• **Problem description**: Give back, exactly and with nothing else, the lines running from the one that contains "Describe the element" to the end of the entries below; do not include pictures.
^^^^^^^^^^^^^^^^
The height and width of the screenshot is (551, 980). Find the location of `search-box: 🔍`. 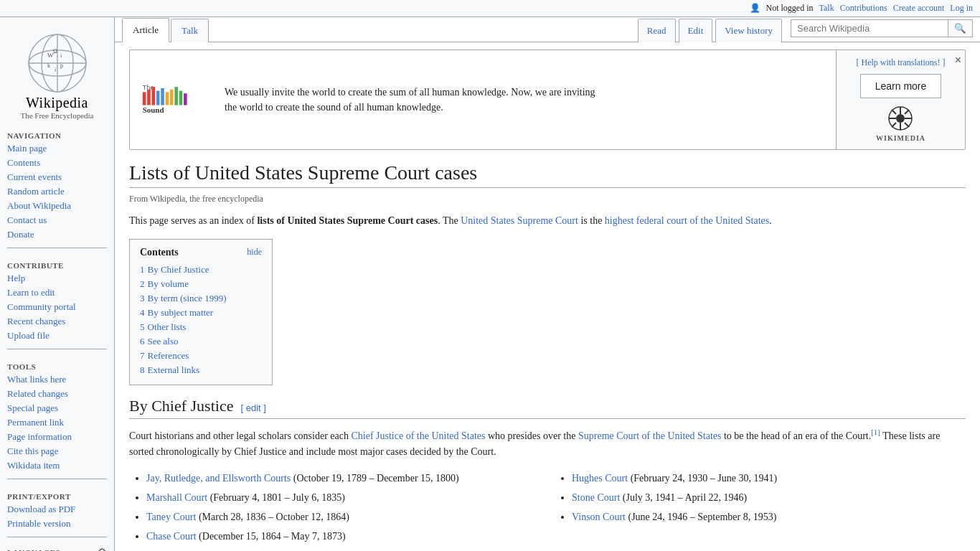

search-box: 🔍 is located at coordinates (882, 29).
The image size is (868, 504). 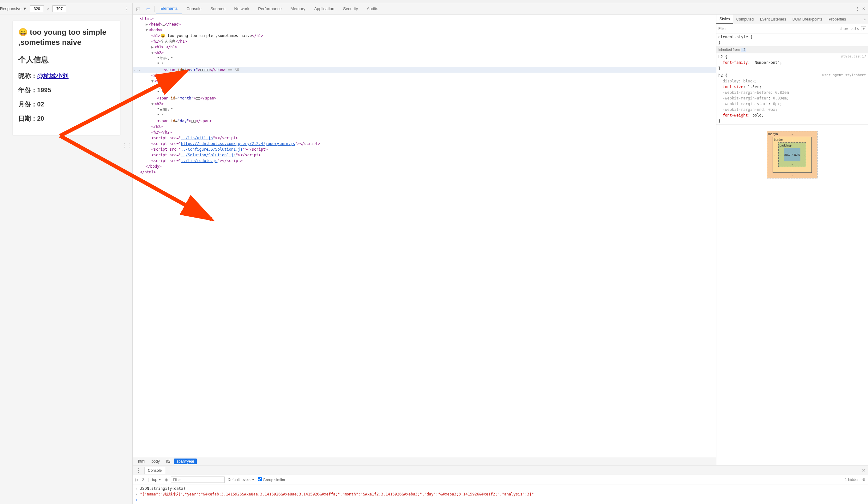 I want to click on console-header: ⋮ Console ✕, so click(x=500, y=470).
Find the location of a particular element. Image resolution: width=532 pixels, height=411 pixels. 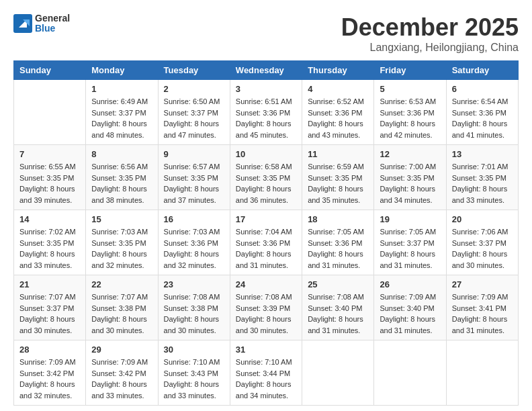

calendar-cell: 28Sunrise: 7:09 AM Sunset: 3:42 PM Dayli… is located at coordinates (50, 373).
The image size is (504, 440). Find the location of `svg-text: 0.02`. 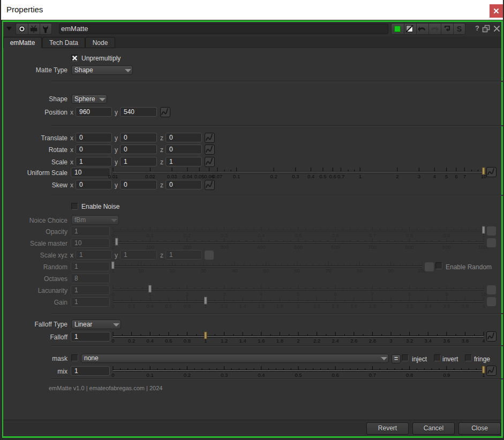

svg-text: 0.02 is located at coordinates (150, 177).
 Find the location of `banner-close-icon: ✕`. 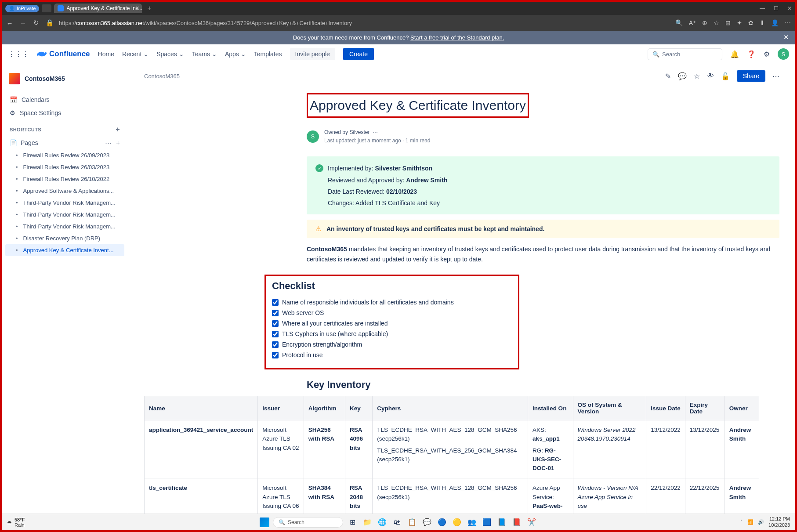

banner-close-icon: ✕ is located at coordinates (786, 37).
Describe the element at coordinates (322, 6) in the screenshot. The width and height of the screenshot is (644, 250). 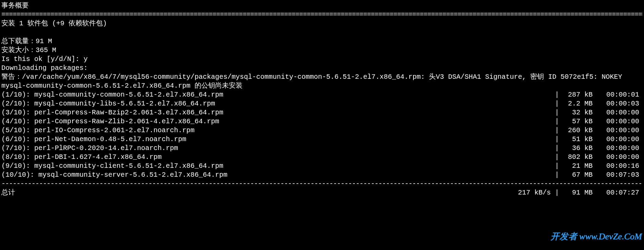
I see `transaction-title: 事务概要` at that location.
^^^^^^^^^^^^^^^^
• **Exercise result**:
Describe the element at coordinates (322, 6) in the screenshot. The width and height of the screenshot is (644, 250). 
I see `transaction-title: 事务概要` at that location.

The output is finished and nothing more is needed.